The New York Thruway Authority's decision to layoff 234 staff as part of a strategy to address its financial predicament includes the loss of 42 canal workers who maintain 57 locks along the 524-mile length of the Erie Canal that connects the Hudson River to Lake Erie in the west. 

The Thruway Authority confirmed on Wednesday that it will go ahead with plans to cut back its workforce by around 8 percent. Employees affected by the cuts will receive official notice on Thursday,according to the timesunion.

Users of the canal have raised concerns that the loss of lock workers on the canal system will impact on this historic piece of the state's infrastructure. 

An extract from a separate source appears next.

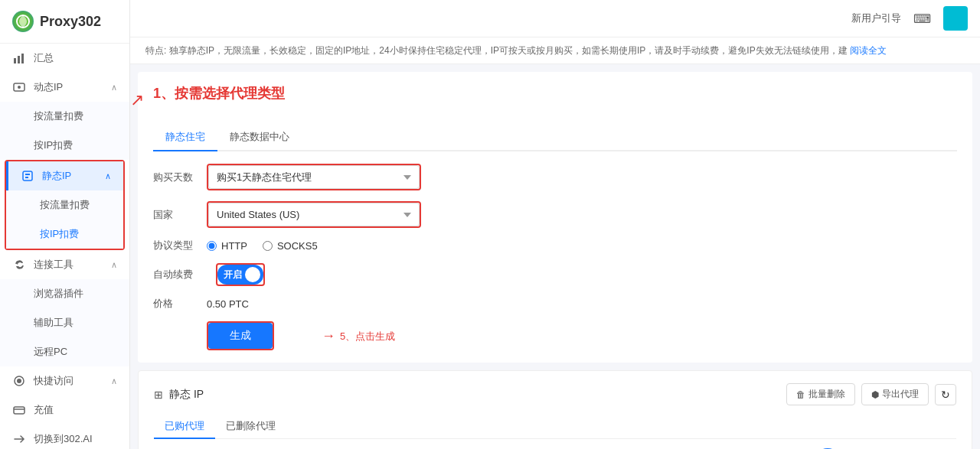 Image resolution: width=980 pixels, height=449 pixels. Describe the element at coordinates (179, 395) in the screenshot. I see `table-title: ⊞ 静态 IP` at that location.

The Erie Canalway is a designated National Heritage Corridor, a heritage feature managed by state or non-profits with some input from the National Parks Service, and the Erie Canal was the focus of a 2006 Preservation and Management Plan. Thirteen so-called "canal communities" received $1.3 million dollars in the second round of Regional Economic Development Council grants last December.

In comments reported by the Innovation Trail in 2011, former Schenectady mayor and director of the New York State Canal Corporation Brian Stratton, called the Erie Canal an "economic lifeline."

The canal has also been thesite for various redevelopments, as central and upstate New York cities re-evaluate the value of waterways and waterfronts.